A 25-year-old citizen of Cherokee Nation lived in the suburbs of Grove, which is part of Cherokee Nation in Oklahoma. According to his aunt Pam Smith, Aubrey returned to his family’s home last summer, where he lived with his mother, brothers and stepfathers.

Pam Smith and Aubrey’s uncle Christian Fencer were brothers of Aubrey’s mother, Jen Bird, and became family spokespersons as they gathered to find their niece.

Pam told Dateline that Aubrey’s mother had reported to police that she woke up early in the morning of March 9, 2019 and saw Aubrey leave the house. Aubrey told his family, including his brother in the living room, that he was meeting a friend.

When she went home or didn’t answer the phone to her cell, her family was worried and reported missing.

And when Pam heard that his niece was missing, he was worried because Aubrey was dependent on the drug and had left his drug and wallet behind. She added that the area is rural and the place Aubrey would have been to is not within walking distance.

Pam said she and Christians were also worried because they were afraid that Aubrey, a transgender woman in the process of transsexuals, could be a victim of hate crimes. Pam told Dateline that his niece had a hard time talking to friends and family in high school.

“There were people who mocked her and called her a transphobic slur,” Pam said. “But she remained loyal to herself, and she never wanted revenge. Instead, she would pray for them.”

Known by his loved one as “Shorty,” Aubrey returned from surgery in New Mexico in the summer before she disappeared. Pam said his niece called himself Two Spirit. I actually called her Shorty, so I’ll add a Native American term for people with a mixture of male and female spirits.

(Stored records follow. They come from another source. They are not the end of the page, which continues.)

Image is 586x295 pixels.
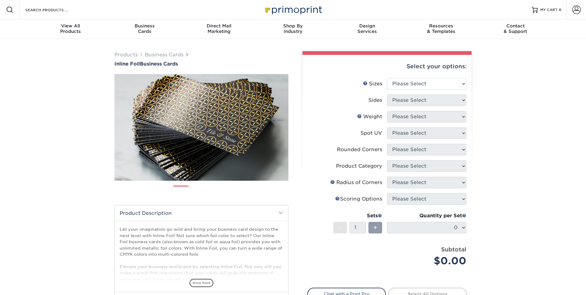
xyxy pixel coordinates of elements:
a: Business Cards [145,52,183,58]
a: View AllProducts [34,20,108,39]
span: MY CART [540,7,557,13]
div: Sides [368,97,382,104]
div: Quantity per Set [387,212,466,220]
strong: Subtotal [441,246,466,253]
a: DesignServices [330,20,404,39]
a: Products [114,52,138,58]
span: - [339,223,341,232]
img: Business Cards 02 [194,183,209,199]
a: Direct MailMarketing [182,20,256,39]
span: Contact [478,23,552,29]
div: Scoring Options [335,196,382,203]
span: show more [189,279,213,287]
span: 0 [559,8,561,12]
span: View All [34,23,108,29]
span: Business [108,23,182,29]
div: Products [34,23,108,34]
span: Resources [404,23,478,29]
img: Primoprint [262,3,323,16]
a: Resources& Templates [404,20,478,39]
div: Sizes [363,80,382,88]
a: BusinessCards [108,20,182,39]
div: Rounded Corners [337,146,382,153]
a: Contact& Support [478,20,552,39]
div: $0.00 [391,254,466,268]
div: Industry [256,23,330,34]
div: Spot UV [360,130,382,137]
div: Cards [108,23,182,34]
div: Marketing [182,23,256,34]
span: + [373,223,377,232]
div: & Templates [404,23,478,34]
div: Weight [357,113,382,120]
h1: Business Cards [114,61,288,67]
div: Sets [333,212,382,220]
img: Inline Foil 01 [114,41,288,214]
div: Services [330,23,404,34]
div: Select your options: [307,55,466,78]
span: Design [330,23,404,29]
a: Shop ByIndustry [256,20,330,39]
img: Business Cards 03 [214,183,229,199]
span: Direct Mail [182,23,256,29]
span: Inline Foil [114,61,140,67]
div: Product Category [336,163,382,170]
div: Radius of Corners [330,179,382,186]
a: Inline FoilBusiness Cards [114,61,288,67]
span: Shop By [256,23,330,29]
input: SEARCH PRODUCTS..... [25,6,84,13]
img: Business Cards 01 [173,184,189,199]
div: & Support [478,23,552,34]
h2: Product Description [115,206,288,221]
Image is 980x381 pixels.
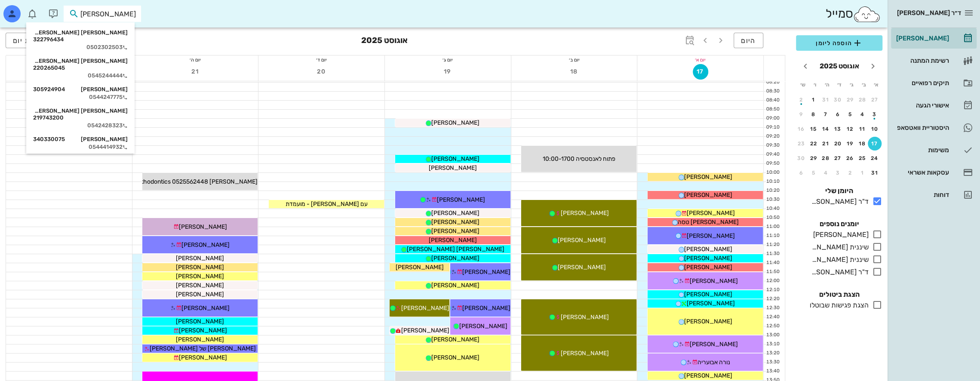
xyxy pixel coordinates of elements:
[831,93,845,107] button: 30
[856,152,869,165] button: 25
[107,178,258,186] span: [PERSON_NAME] American Orthodontics 0525562448
[868,122,881,136] button: 10
[763,268,781,276] div: 11:50
[856,170,869,176] div: 1
[763,277,781,284] div: 12:00
[176,264,224,271] span: [PERSON_NAME]
[693,68,708,75] span: 17
[846,78,857,92] th: ג׳
[763,368,781,375] div: 13:40
[816,58,863,75] button: אוגוסט 2025
[258,56,385,64] div: יום ד׳
[567,64,582,80] button: 18
[818,107,833,121] button: 7
[697,358,730,366] span: נורה אבועריה
[895,80,949,86] div: תיקים רפואיים
[176,336,224,343] span: [PERSON_NAME]
[868,152,881,165] button: 24
[33,86,128,93] div: [PERSON_NAME]
[176,255,224,262] span: [PERSON_NAME]
[818,140,833,147] div: 21
[150,345,256,352] span: [PERSON_NAME] של [PERSON_NAME]
[895,147,949,154] div: משימות
[431,155,480,162] span: [PERSON_NAME]
[856,122,869,136] button: 11
[856,107,869,121] button: 4
[763,214,781,222] div: 10:50
[188,64,203,80] button: 21
[560,210,608,217] span: [PERSON_NAME]
[686,210,735,217] span: [PERSON_NAME]
[796,186,883,196] h4: היומן שלי
[843,166,857,180] button: 2
[806,300,869,310] div: הצגת פגישות שבוטלו
[870,78,881,92] th: א׳
[33,144,128,150] div: 0544414932
[818,137,833,150] button: 21
[794,152,808,165] button: 30
[179,354,227,361] span: [PERSON_NAME]
[843,155,857,162] div: 26
[868,126,881,132] div: 10
[843,170,857,176] div: 2
[763,286,781,294] div: 12:10
[895,102,949,109] div: אישורי הגעה
[440,64,455,80] button: 19
[794,137,808,150] button: 23
[188,68,203,75] span: 21
[843,122,857,136] button: 12
[557,236,606,244] span: [PERSON_NAME]
[796,289,883,300] h4: הצגת ביטולים
[843,152,857,165] button: 26
[895,169,949,176] div: עסקאות אשראי
[897,9,961,17] span: ד״ר [PERSON_NAME]
[684,255,732,262] span: [PERSON_NAME]
[33,44,128,51] div: 0502302503
[6,32,54,48] button: תצוגת יום
[763,142,781,149] div: 09:30
[33,58,128,71] div: [PERSON_NAME] [PERSON_NAME]
[794,155,808,162] div: 30
[763,322,781,329] div: 12:50
[794,93,808,107] button: 2
[806,155,821,162] div: 29
[809,78,820,92] th: ו׳
[843,97,857,103] div: 29
[429,236,477,244] span: [PERSON_NAME]
[285,200,367,207] span: עם [PERSON_NAME] - מועמדת
[401,304,449,312] span: [PERSON_NAME]
[431,255,480,262] span: [PERSON_NAME]
[843,107,857,121] button: 5
[763,187,781,194] div: 10:20
[33,122,128,129] div: 0542428323
[891,184,976,205] a: דוחות
[560,313,608,321] span: [PERSON_NAME]
[361,32,408,50] h3: אוגוסט 2025
[763,106,781,113] div: 08:50
[865,59,881,74] button: חודש שעבר
[818,111,833,117] div: 7
[808,197,869,207] div: ד"ר [PERSON_NAME]
[803,38,876,48] span: הוספה ליומן
[684,191,732,199] span: [PERSON_NAME]
[794,166,808,180] button: 6
[796,35,883,51] button: הוספה ליומן
[684,174,732,181] span: [PERSON_NAME]
[831,155,845,162] div: 27
[806,126,821,132] div: 15
[33,29,128,43] div: [PERSON_NAME] [PERSON_NAME]
[843,140,857,147] div: 19
[895,124,949,131] div: היסטוריית וואטסאפ
[763,232,781,239] div: 11:10
[686,300,735,307] span: [PERSON_NAME]
[690,341,738,348] span: [PERSON_NAME]
[385,56,511,64] div: יום ג׳
[407,246,504,253] span: [PERSON_NAME] [PERSON_NAME]
[831,140,845,147] div: 20
[891,162,976,183] a: עסקאות אשראי
[557,264,606,271] span: [PERSON_NAME]
[763,296,781,303] div: 12:20
[25,7,30,12] span: תג
[818,97,833,103] div: 31
[512,56,637,64] div: יום ב׳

“She was looking up who she was,” Pam said. “That person was Aubrey.”

The disappearance report was filed with the Sheriff’s Office in Delaware County on March 11, but Pam said he had a hard time getting help from the authorities.

“No one seemed to care,” she said, adding that authorities felt she blamed Aubrey’s “high-risk lifestyle” for her disappearance.

Two years after Aubrey disappeared, her family found national support from an indigenous group who joined them to raise awareness of Aubrey’s case. They searched over and over again with the help of MMIWUSA.

“MMIWUSA was astounding,” Pam said. “These are really assets for families who experience this kind of thing.

On March 23, 2019, Pam said the team searched near their parents’ home and found bloody socks about 0.5 miles away. She added that the sheriff’s office submitted it to the Oklahoma State Department’s investigation, but said they had never received definitive results.

The Delaware County Sheriff’s Office confirmed that the Aubrey case was first investigated by their agency, but referred all questions to the FBI, but the FBI has not yet responded to the dateline. ..

More than two years after Aubrey’s disappearance, her family hasn’t given up looking for an answer, and looking for Aubrey.They created a Facebook page called Missing-Aubrey Dameron from Globe, Oklahoma, Dedicated to finding her.

Through social media, they received support and support from the Crossroads K9 SAR in Louisiana to help them search with specially trained dogs. However, the November 2019 search did not find anything.

“Natively missing is risky, and transgender missing is risky,” Pam said. “And Aubrey was both.”

Aubrey’s last Facebook post on February 25, 2019 shows the sign that “you are not important enough to be kind to others.”

“And that was Aubrey’s feeling,” Pam said. “She was always there to help those in need, and she was there because of their voice.”

Aubrey’s family wants to raise awareness of the Aubrey incident and others across the country.

“She was a voice for those who needed it,” Pam told Dateline. “Now we are her voice, and now it’s not time to silence.”

Aubrey is described as 5 feet 10 inches and weighs about 150 pounds. She has two tattoos. It has the Triquetra symbol on its back and the word “Shorty” on its upper left arm.

Her DNA profile can be found in the database at OSBI, the National Crime Information Center, and the National Missing Persons System.